Thursday, March 12, 2009

Before Sunrise (Richard Linklater, 1995)


Through some mysterious twist of fate, in the last three years since I first saw Richard Linklater’s Before Sunrise (1995) and Before Sunset (2004) on the same evening, I’ve seen the sequel something like eight or nine times without revisiting the original even once, the result of this being that, because Sunset has become one of my all-time favorite movies, I began to wrongly suspect that, for all intents and purposes, Sunrise was little more than the charming introduction which allowed Linklater, Ethan Hawke, and Julie Delpy to make their real film, an unparalleled and gorgeous exploration on the passage of time. Needless to say, I was sorely mistaken, since it is precisely to the extent that Sunrise is different from its sequel that it can be recognized as a masterpiece on its own right. For one thing, in this film, given that the characters are just beginning to learn about one another, they are not quite as absorbed with their encounter as the reunited lovers of Sunset, so the city of Vienna and its dwellers make their way into their private world in ways that reveal quite a lot about what Linklater and company are up to. I’m referring particularly to the palm reader and the street poet, two characters whose respective scenes wouldn’t be out of place in any number of carefully-conceived romantic works of art, and Linklater lets them play out with beautiful ease and all the emotional weight that they require, but then, in this film so concerned with the nuances of conversation, Jesse (Hawke) and Celine (Delpy) go on to deconstruct the experience and discuss each other’s reactions. So it’s not as in Waking Life (2001) where we can hear the guy on the bridge with the wild hair talk about Lorca’s advice to dreamers and simply move on to the next sequence, we have to think about the scene’s place in the movie and as a result our own expectations from romance in the real world. It’s a fitting strategy for a film whose protagonists are generally so curious and skeptical. However, this isn’t to say that the film isn’t also achingly romantic; one couldn’t possibly make that claim with all the truly beautiful and intimate moments to be found throughout the Viennese night. All in all, Before Sunrise is more than just a great film. For me it’s an overwhelming experience about what it’s like to be alive in the world; more than that, it’s pure magic.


### [What to do]
Go through the entries, filter for the word "screenshot", and copy every line that has it.

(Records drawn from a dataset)
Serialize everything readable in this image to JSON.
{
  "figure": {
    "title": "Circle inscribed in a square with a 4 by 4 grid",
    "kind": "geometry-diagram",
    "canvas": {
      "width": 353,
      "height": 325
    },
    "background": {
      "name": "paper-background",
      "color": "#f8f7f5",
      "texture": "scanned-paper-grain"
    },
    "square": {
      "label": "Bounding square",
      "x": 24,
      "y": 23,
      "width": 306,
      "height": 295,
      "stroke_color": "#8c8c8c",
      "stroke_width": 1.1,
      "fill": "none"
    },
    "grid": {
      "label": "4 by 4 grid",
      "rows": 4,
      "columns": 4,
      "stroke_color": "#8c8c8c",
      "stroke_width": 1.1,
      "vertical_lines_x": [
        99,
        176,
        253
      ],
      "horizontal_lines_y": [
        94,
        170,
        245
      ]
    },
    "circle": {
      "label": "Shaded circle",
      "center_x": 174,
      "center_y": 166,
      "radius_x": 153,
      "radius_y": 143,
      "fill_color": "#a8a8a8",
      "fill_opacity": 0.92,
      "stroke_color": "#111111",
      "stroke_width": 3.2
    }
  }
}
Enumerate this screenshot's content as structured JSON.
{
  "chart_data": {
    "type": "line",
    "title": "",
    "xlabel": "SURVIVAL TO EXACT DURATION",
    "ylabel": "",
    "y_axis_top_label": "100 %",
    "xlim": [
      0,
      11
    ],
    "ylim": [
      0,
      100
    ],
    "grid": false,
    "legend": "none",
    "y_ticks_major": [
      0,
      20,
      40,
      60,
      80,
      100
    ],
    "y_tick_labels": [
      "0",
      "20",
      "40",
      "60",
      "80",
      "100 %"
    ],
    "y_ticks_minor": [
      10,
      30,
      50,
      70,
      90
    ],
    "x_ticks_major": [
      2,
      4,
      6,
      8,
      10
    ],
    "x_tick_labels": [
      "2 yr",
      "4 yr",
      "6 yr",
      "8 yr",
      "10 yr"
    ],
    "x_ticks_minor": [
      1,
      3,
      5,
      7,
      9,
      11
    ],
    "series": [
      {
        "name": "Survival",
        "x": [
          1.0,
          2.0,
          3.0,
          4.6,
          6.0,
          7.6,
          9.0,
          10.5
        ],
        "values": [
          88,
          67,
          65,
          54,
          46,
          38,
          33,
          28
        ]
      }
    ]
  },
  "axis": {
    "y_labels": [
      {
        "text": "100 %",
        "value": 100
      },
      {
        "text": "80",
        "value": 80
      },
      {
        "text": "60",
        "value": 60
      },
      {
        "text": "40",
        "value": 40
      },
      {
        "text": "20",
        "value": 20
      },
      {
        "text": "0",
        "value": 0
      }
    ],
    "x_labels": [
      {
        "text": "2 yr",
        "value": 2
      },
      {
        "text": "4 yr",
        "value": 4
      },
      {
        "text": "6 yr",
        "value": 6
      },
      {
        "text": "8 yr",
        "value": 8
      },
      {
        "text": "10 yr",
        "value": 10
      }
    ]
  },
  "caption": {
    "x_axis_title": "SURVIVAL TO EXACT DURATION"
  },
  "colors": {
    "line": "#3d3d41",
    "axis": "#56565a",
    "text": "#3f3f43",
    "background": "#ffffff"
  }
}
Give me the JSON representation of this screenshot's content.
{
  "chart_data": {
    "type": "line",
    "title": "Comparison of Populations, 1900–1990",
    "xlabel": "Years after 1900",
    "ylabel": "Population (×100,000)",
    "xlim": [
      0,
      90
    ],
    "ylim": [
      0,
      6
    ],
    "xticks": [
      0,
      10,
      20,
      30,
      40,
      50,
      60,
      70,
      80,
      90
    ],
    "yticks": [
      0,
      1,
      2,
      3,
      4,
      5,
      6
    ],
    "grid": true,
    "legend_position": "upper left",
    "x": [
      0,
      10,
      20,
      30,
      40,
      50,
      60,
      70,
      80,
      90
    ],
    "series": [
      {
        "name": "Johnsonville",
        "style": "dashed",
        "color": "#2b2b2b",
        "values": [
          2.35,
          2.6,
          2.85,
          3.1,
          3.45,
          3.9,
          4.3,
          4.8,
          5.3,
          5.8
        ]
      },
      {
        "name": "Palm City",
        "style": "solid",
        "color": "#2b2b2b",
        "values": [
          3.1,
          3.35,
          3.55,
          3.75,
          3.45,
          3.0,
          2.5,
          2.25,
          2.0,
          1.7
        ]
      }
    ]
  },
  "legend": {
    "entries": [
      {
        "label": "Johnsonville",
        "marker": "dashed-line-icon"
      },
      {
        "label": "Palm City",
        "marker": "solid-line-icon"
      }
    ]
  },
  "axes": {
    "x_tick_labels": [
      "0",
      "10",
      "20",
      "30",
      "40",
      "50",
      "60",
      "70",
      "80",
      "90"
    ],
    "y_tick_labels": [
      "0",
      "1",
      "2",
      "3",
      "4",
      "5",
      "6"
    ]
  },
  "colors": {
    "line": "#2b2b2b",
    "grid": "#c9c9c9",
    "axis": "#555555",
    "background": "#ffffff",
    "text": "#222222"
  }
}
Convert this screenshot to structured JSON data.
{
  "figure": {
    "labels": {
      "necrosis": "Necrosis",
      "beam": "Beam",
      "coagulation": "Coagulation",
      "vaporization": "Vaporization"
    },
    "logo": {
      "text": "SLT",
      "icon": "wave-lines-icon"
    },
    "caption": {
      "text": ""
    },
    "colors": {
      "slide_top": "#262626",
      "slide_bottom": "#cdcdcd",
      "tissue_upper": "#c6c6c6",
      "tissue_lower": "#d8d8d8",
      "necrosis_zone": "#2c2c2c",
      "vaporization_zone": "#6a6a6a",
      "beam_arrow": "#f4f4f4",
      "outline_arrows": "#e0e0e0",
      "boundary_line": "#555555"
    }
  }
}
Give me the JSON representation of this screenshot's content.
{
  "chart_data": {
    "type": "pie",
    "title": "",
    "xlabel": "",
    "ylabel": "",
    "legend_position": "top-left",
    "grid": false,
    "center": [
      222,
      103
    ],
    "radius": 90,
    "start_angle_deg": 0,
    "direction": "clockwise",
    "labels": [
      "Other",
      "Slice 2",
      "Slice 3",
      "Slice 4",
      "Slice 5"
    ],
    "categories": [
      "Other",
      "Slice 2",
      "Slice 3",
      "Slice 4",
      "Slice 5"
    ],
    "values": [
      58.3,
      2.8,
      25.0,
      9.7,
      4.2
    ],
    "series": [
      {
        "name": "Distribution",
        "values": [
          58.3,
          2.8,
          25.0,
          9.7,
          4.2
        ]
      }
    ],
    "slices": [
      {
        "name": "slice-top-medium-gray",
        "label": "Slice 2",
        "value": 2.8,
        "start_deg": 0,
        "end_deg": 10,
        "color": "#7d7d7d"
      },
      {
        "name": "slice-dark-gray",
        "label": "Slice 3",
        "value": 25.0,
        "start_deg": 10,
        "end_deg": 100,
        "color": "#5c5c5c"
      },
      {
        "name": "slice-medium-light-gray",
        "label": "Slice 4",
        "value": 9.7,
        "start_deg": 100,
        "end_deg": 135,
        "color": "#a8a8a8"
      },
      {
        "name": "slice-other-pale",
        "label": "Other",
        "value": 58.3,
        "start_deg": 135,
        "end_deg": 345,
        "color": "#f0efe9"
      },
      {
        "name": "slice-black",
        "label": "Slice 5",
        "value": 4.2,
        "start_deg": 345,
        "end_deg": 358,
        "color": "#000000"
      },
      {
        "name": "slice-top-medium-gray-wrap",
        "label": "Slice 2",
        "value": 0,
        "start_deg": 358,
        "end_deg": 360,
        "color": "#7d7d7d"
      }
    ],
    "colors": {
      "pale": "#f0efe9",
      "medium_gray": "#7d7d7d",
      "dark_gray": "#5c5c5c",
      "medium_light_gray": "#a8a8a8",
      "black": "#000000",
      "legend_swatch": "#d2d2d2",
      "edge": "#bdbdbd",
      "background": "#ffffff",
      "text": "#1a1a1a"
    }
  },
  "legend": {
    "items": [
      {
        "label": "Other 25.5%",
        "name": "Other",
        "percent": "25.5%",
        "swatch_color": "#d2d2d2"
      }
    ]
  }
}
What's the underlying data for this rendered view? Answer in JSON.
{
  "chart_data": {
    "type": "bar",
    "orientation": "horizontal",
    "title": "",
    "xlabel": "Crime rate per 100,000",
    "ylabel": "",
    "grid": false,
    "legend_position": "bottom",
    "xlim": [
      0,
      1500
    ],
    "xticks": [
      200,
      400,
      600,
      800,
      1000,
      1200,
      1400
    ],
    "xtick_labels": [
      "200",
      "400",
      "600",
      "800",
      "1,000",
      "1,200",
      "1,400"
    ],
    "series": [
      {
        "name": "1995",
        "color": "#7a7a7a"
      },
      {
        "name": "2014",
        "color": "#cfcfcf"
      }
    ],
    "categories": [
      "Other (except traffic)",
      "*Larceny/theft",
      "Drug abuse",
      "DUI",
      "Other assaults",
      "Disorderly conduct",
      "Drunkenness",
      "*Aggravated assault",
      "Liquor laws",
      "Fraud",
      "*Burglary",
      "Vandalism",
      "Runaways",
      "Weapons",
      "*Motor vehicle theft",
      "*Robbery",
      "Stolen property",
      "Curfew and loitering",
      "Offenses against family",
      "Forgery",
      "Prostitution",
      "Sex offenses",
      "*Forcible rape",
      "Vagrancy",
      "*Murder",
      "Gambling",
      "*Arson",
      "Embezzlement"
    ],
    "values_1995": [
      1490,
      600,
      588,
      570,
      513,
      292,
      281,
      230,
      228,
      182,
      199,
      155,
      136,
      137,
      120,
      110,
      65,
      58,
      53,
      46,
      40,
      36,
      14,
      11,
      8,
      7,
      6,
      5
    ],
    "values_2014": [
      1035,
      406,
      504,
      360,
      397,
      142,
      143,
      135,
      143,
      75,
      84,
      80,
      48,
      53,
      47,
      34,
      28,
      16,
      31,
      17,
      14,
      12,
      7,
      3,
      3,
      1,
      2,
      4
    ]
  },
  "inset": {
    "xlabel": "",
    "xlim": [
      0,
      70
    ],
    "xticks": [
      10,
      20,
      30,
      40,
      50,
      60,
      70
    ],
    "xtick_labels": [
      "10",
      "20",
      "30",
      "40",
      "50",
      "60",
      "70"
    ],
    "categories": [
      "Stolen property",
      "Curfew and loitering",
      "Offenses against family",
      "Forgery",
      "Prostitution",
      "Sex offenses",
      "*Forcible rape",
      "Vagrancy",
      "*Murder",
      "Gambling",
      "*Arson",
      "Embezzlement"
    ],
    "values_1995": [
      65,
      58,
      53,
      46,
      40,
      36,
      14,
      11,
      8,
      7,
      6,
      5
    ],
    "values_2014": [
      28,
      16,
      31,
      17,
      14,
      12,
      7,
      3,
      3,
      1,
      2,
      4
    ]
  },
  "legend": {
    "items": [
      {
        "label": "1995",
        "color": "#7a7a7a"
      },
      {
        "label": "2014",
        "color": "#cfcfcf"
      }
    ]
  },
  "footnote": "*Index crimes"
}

### [Problem solution]
Enumerate this screenshot's content as structured JSON.
Give me the JSON representation of this screenshot's content.
Convert this screenshot to structured JSON data.
Give me the JSON representation of this screenshot's content.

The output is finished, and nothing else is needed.